Options When Your Lymphoma Relapses
- A stem cell transplant is the standard approach when lymphoma returns after the first treatment
- The next step may be immunotherapy, which helps your immune system fight cancer
- New and more effective immunotherapies are in development
“What tools do we have for the second line? Well, the standard right now is the high-dose chemotherapy with autologous stem cell rescue approach,” Dr. Stephen Schuster, medical oncologist at Penn Medicine, tells SurvivorNet. An autologous stem cell transplant gives you an infusion of your own stem cells — the preliminary cells that will eventually grow into new blood cells — to replace the ones chemotherapy destroys. It allows your doctor to give you very high doses of chemo to treat your cancer.
Read MoreImmunotherapy: From Science Fiction to Treatment Reality
One new therapeutic option if your cancer has returned is immunotherapy — harnessing the power of your immune system to go after your cancer. “[Immunotherapy is] frequently discussed in the popular scientific literature,” Dr. Schuster says. “Some of it sounds like science fiction. It’s very cool stuff.”One group of immunotherapy drugs, collectively known as the monoclonal antibodies, use a protein called an antibody to home in on a target on the surface of cancer cells. Rituxan is one such drug.

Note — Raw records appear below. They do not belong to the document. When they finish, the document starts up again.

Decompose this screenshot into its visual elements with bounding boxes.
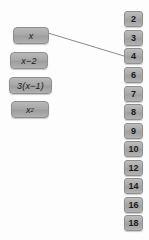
number-tile-label: 8 — [131, 107, 136, 117]
number-tile[interactable]: 7 — [124, 86, 143, 102]
number-tile-label: 16 — [128, 200, 138, 210]
number-tile[interactable]: 4 — [124, 48, 143, 64]
expression-tile[interactable]: x−2 — [10, 52, 48, 69]
number-tile[interactable]: 12 — [124, 160, 143, 176]
expression-tile[interactable]: x — [13, 27, 49, 44]
expression-label: x−2 — [21, 56, 36, 66]
number-tile[interactable]: 3 — [124, 30, 143, 46]
number-tile-label: 9 — [131, 126, 136, 136]
number-tile[interactable]: 10 — [124, 141, 143, 157]
number-tile-label: 10 — [128, 144, 138, 154]
number-tile-label: 3 — [131, 33, 136, 43]
expression-base: x — [26, 105, 31, 115]
number-tile[interactable]: 16 — [124, 197, 143, 213]
expression-tile[interactable]: x2 — [11, 101, 49, 118]
number-tile[interactable]: 14 — [124, 178, 143, 194]
number-tile-label: 7 — [131, 89, 136, 99]
number-tile-label: 18 — [128, 218, 138, 228]
number-tile[interactable]: 2 — [124, 11, 143, 27]
number-tile[interactable]: 8 — [124, 104, 143, 120]
expression-label: x — [29, 31, 34, 41]
matching-exercise-canvas: xx−23(x−1)x2 23467891012141618 — [0, 0, 149, 240]
number-tile-label: 6 — [131, 70, 136, 80]
number-tile[interactable]: 6 — [124, 67, 143, 83]
expression-label: 3(x−1) — [17, 81, 44, 91]
match-connector-line — [48, 33, 124, 56]
number-tile[interactable]: 9 — [124, 123, 143, 139]
number-tile-label: 4 — [131, 51, 136, 61]
number-tile-label: 2 — [131, 14, 136, 24]
expression-tile[interactable]: 3(x−1) — [9, 77, 52, 94]
number-tile-label: 12 — [128, 163, 138, 173]
number-tile-label: 14 — [128, 181, 138, 191]
number-tile[interactable]: 18 — [124, 215, 143, 231]
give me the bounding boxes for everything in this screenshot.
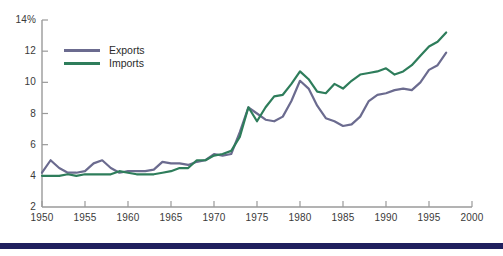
bottom-rule [0, 243, 503, 249]
legend-label-imports: Imports [109, 57, 144, 70]
x-tick-label: 1950 [22, 212, 62, 223]
x-tick-label: 1955 [65, 212, 105, 223]
chart-container: 2468101214% 1950195519601965197019751980… [0, 0, 503, 256]
chart-legend: Exports Imports [64, 44, 145, 70]
legend-label-exports: Exports [109, 44, 145, 57]
x-tick-label: 1975 [237, 212, 277, 223]
x-tick-label: 1985 [323, 212, 363, 223]
y-tick-label: 8 [0, 108, 36, 119]
y-tick-label: 4 [0, 170, 36, 181]
x-tick-label: 1990 [366, 212, 406, 223]
legend-swatch-exports [64, 49, 100, 52]
x-tick-label: 1965 [151, 212, 191, 223]
y-tick-label: 2 [0, 201, 36, 212]
x-tick-label: 1970 [194, 212, 234, 223]
x-tick-label: 1980 [280, 212, 320, 223]
x-tick-label: 2000 [452, 212, 492, 223]
legend-swatch-imports [64, 62, 100, 65]
x-tick-label: 1960 [108, 212, 148, 223]
y-tick-label: 12 [0, 45, 36, 56]
legend-item-exports: Exports [64, 44, 145, 57]
y-tick-label: 10 [0, 76, 36, 87]
x-tick-label: 1995 [409, 212, 449, 223]
legend-item-imports: Imports [64, 57, 145, 70]
y-tick-label: 6 [0, 139, 36, 150]
y-tick-label: 14% [0, 14, 36, 25]
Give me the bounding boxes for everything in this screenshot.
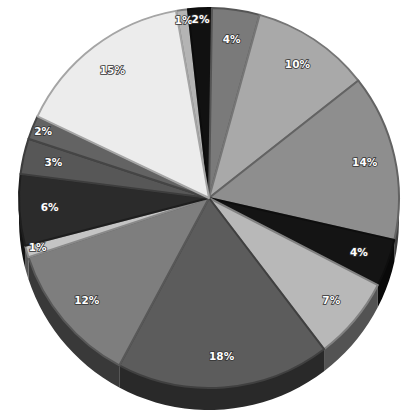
slice-label: 12% xyxy=(74,294,100,306)
slice-label: 4% xyxy=(350,246,368,258)
slice-label: 1% xyxy=(175,14,193,26)
slice-label: 1% xyxy=(29,241,47,253)
slice-label: 14% xyxy=(352,156,378,168)
slice-label: 2% xyxy=(192,13,210,25)
slice-label: 15% xyxy=(100,64,126,76)
slice-label: 7% xyxy=(322,294,340,306)
slice-label: 10% xyxy=(285,58,311,70)
slice-label: 6% xyxy=(41,201,59,213)
slice-label: 4% xyxy=(223,33,241,45)
pie-chart: 1%2%4%10%14%4%7%18%12%1%6%3%2%15% xyxy=(0,0,404,418)
pie-slices xyxy=(19,8,399,388)
slice-label: 2% xyxy=(34,125,52,137)
slice-label: 18% xyxy=(209,350,235,362)
slice-label: 3% xyxy=(44,156,62,168)
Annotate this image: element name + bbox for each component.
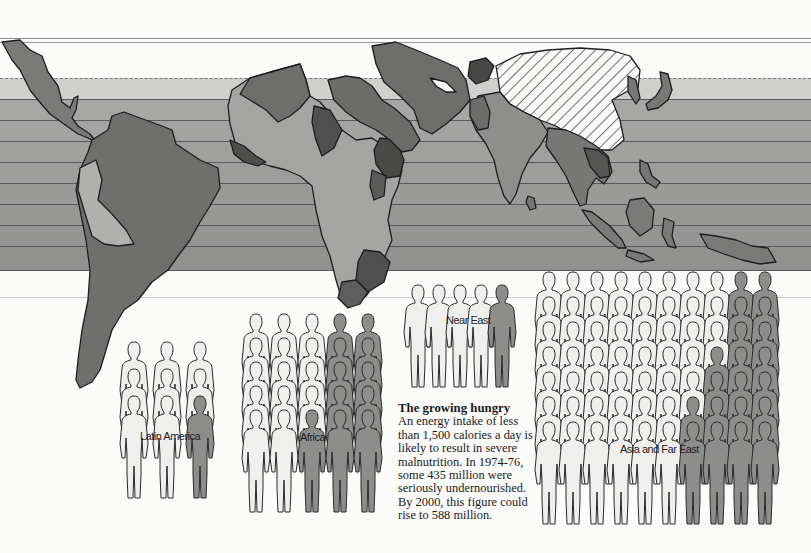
sri-lanka [526, 196, 536, 210]
region-label-africa: Africa [300, 431, 325, 443]
philippines [640, 160, 660, 188]
region-label-asia-far-east: Asia and Far East [620, 443, 699, 455]
afghanistan-region [468, 58, 494, 84]
japan [646, 72, 672, 110]
figure-person [118, 394, 150, 506]
figure-undernourished [749, 420, 781, 532]
figure-person [151, 394, 183, 506]
figure-undernourished [352, 408, 384, 520]
region-label-latin-america: Latin America [140, 430, 200, 442]
mexico-region [2, 40, 96, 142]
java [626, 250, 654, 262]
caption-block: The growing hungry An energy intake of l… [398, 402, 538, 523]
sulawesi [662, 218, 676, 248]
borneo [626, 198, 654, 236]
caption-title: The growing hungry [398, 402, 538, 415]
new-guinea [700, 234, 776, 264]
figure-undernourished [486, 283, 518, 395]
region-label-near-east: Near East [446, 314, 490, 326]
figure-undernourished [184, 394, 216, 506]
caption-body: An energy intake of less than 1,500 calo… [398, 414, 533, 522]
east-africa-region [370, 170, 386, 200]
sumatra [582, 210, 626, 248]
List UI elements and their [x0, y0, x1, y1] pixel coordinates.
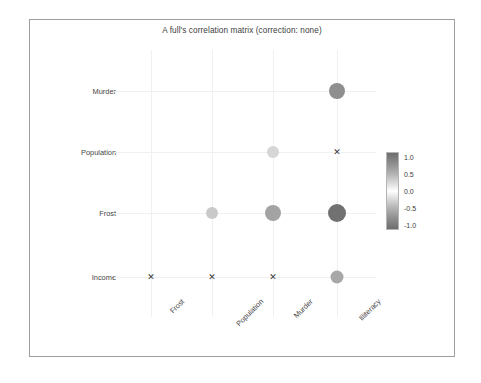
- y-axis-labels: MurderPopulationFrostIncome: [0, 55, 116, 295]
- nonsignificant-cross-income-population: ✕: [208, 273, 216, 282]
- nonsignificant-cross-income-murder: ✕: [269, 273, 277, 282]
- nonsignificant-cross-income-frost: ✕: [147, 273, 155, 282]
- colorbar-tick-neg1_0: -1.0: [404, 222, 416, 229]
- x-axis-labels: FrostPopulationMurderIlliteracy: [120, 297, 380, 349]
- y-axis-label-income: Income: [92, 273, 116, 282]
- x-axis-label-population: Population: [234, 297, 265, 328]
- correlation-dot-frost-population: [206, 207, 218, 219]
- x-axis-label-illiteracy: Illiteracy: [357, 297, 383, 323]
- colorbar-tick-neg0_5: -0.5: [404, 205, 416, 212]
- page-title: A full's correlation matrix (correction:…: [29, 26, 455, 35]
- matrix-panel: ✕✕✕✕: [120, 55, 370, 295]
- x-axis-label-murder: Murder: [292, 297, 315, 320]
- colorbar-gradient: [386, 152, 399, 230]
- colorbar-tick-0_0: 0.0: [404, 188, 414, 195]
- nonsignificant-cross-population-illiteracy: ✕: [333, 148, 341, 157]
- correlation-matrix-figure: A full's correlation matrix (correction:…: [0, 0, 481, 383]
- colorbar-legend: 1.00.50.0-0.5-1.0: [386, 150, 444, 232]
- x-axis-label-frost: Frost: [168, 297, 186, 315]
- correlation-dot-frost-illiteracy: [328, 204, 346, 222]
- correlation-dot-population-murder: [267, 146, 279, 158]
- correlation-dot-frost-murder: [265, 205, 281, 221]
- correlation-dot-murder-illiteracy: [329, 83, 345, 99]
- y-axis-label-murder: Murder: [93, 87, 116, 96]
- y-axis-label-population: Population: [81, 148, 116, 157]
- colorbar-tick-0_5: 0.5: [404, 171, 414, 178]
- colorbar-tick-1_0: 1.0: [404, 154, 414, 161]
- correlation-dot-income-illiteracy: [331, 271, 344, 284]
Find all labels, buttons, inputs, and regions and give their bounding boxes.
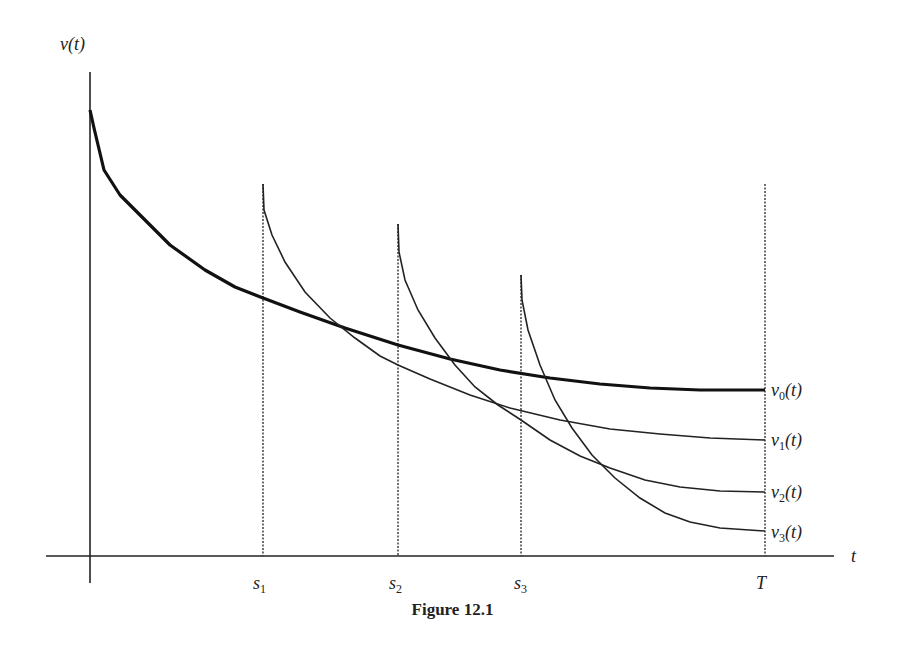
- tick-T: T: [756, 573, 766, 597]
- label-v3: v3(t): [771, 522, 802, 546]
- tick-s3: s3: [514, 573, 527, 597]
- tick-s1: s1: [253, 573, 266, 597]
- curve-v1: [263, 184, 765, 440]
- curve-v2: [398, 224, 765, 492]
- y-axis-label: v(t): [60, 34, 85, 55]
- curve-v0: [90, 110, 765, 390]
- label-v2: v2(t): [771, 482, 802, 506]
- figure-caption: Figure 12.1: [0, 600, 905, 620]
- curve-v3: [521, 275, 765, 531]
- figure-canvas: [0, 0, 905, 664]
- x-axis-label: t: [851, 546, 856, 567]
- label-v0: v0(t): [771, 380, 802, 404]
- label-v1: v1(t): [771, 430, 802, 454]
- tick-s2: s2: [389, 573, 402, 597]
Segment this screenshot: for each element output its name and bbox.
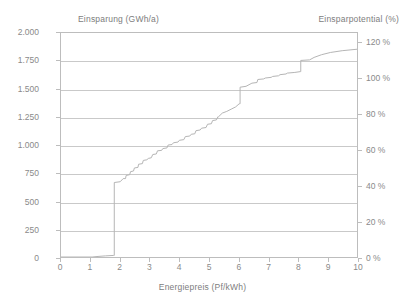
x-tickmark bbox=[358, 258, 359, 262]
series-line bbox=[61, 49, 357, 257]
y-tickmark-left bbox=[56, 117, 60, 118]
y-axis-label-left: 1.250 bbox=[0, 112, 39, 122]
x-axis-label: 0 bbox=[45, 262, 75, 272]
x-axis-label: 8 bbox=[283, 262, 313, 272]
x-axis-title: Energiepreis (Pf/kWh) bbox=[0, 282, 405, 292]
right-axis-title: Einsparpotential (%) bbox=[318, 14, 399, 24]
x-tickmark bbox=[239, 258, 240, 262]
x-axis-label: 5 bbox=[194, 262, 224, 272]
y-tickmark-right bbox=[358, 186, 362, 187]
y-tickmark-left bbox=[56, 32, 60, 33]
x-tickmark bbox=[328, 258, 329, 262]
chart-container: Einsparung (GWh/a) Einsparpotential (%) … bbox=[0, 0, 405, 304]
x-tickmark bbox=[269, 258, 270, 262]
y-axis-label-left: 1.000 bbox=[0, 140, 39, 150]
y-axis-label-right: 40 % bbox=[366, 181, 405, 191]
y-axis-label-right: 20 % bbox=[366, 217, 405, 227]
plot-area bbox=[60, 32, 358, 258]
y-axis-label-right: 100 % bbox=[366, 73, 405, 83]
x-axis-label: 7 bbox=[254, 262, 284, 272]
y-tickmark-left bbox=[56, 60, 60, 61]
x-tickmark bbox=[90, 258, 91, 262]
y-tickmark-left bbox=[56, 173, 60, 174]
x-axis-label: 2 bbox=[105, 262, 135, 272]
x-tickmark bbox=[120, 258, 121, 262]
y-axis-label-left: 2.000 bbox=[0, 27, 39, 37]
y-tickmark-right bbox=[358, 42, 362, 43]
y-axis-label-left: 1.500 bbox=[0, 84, 39, 94]
y-tickmark-left bbox=[56, 202, 60, 203]
y-axis-label-left: 500 bbox=[0, 197, 39, 207]
x-tickmark bbox=[179, 258, 180, 262]
y-tickmark-left bbox=[56, 89, 60, 90]
x-tickmark bbox=[149, 258, 150, 262]
x-tickmark bbox=[60, 258, 61, 262]
x-tickmark bbox=[209, 258, 210, 262]
y-axis-label-left: 250 bbox=[0, 225, 39, 235]
y-tickmark-right bbox=[358, 222, 362, 223]
y-tickmark-right bbox=[358, 114, 362, 115]
x-axis-label: 10 bbox=[343, 262, 373, 272]
x-axis-label: 6 bbox=[224, 262, 254, 272]
x-axis-label: 4 bbox=[164, 262, 194, 272]
x-axis-label: 3 bbox=[134, 262, 164, 272]
y-axis-label-right: 60 % bbox=[366, 145, 405, 155]
y-tickmark-right bbox=[358, 78, 362, 79]
left-axis-title: Einsparung (GWh/a) bbox=[78, 14, 159, 24]
y-tickmark-right bbox=[358, 150, 362, 151]
data-curve bbox=[61, 33, 357, 257]
x-tickmark bbox=[298, 258, 299, 262]
y-tickmark-left bbox=[56, 230, 60, 231]
y-axis-label-right: 80 % bbox=[366, 109, 405, 119]
y-axis-label-left: 750 bbox=[0, 168, 39, 178]
y-axis-label-left: 1.750 bbox=[0, 55, 39, 65]
x-axis-label: 1 bbox=[75, 262, 105, 272]
y-axis-label-left: 0 bbox=[0, 253, 39, 263]
y-axis-label-right: 120 % bbox=[366, 37, 405, 47]
y-tickmark-left bbox=[56, 145, 60, 146]
x-axis-label: 9 bbox=[313, 262, 343, 272]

A few new immunotherapy drugs have been approved for non-Hodgkin lymphoma in recent years:
- Brentuximab vedotin (Adcetris)
- Polatuzumab vedotin (Polivy)
- Tafasitamab (Monjuvi)
Chimeric antigen receptor (CAR) T-cell therapy is one of the newest high-tech cancer treatments. During this therapy, your treatment team will take your own immune cells, called T cells, and genetically modify and multiply them in a lab so that they attach to proteins on the surface of your lymphoma cells and attack them.
These treatments each work in a slightly different way. And they can be effective for people who’ve tried and failed at two previous treatments.
“We’re coming up with the best approaches for people who were not successfully treated by first- or second-line approaches,” Dr. Schuster says. There are currently two FDA-approved CAR T products for people with diffuse large B-cell lymphoma who have failed two prior lines of treatment.
The Fourth Line
Say you've tried three separate treatments and your cancer has come back again. It can be frustrating to face yet another round of treatment, but here again, innovation is your friend.
Soon, another therapy called bispecific antibodies or bispecific T-cell engagers (BiTEs), is likely to be added to the mix, says Dr. Schuster. Unlike monoclonal antibodies, which attach to only one target, bispecific antibodies bind to two targets at once. They essentially pull together your immune cells and cancer cells to help your immune system more effectively treat your cancer.
With so many non-Hodgkin lymphoma therapies available, there’s a much better chance that your doctor will eventually find something that works for your cancer. If you’ve been through several rounds of treatment without success, you can always consider enrolling in a clinical trial of a new and as-yet unapproved drug that be more effective than anything you’ve already tried.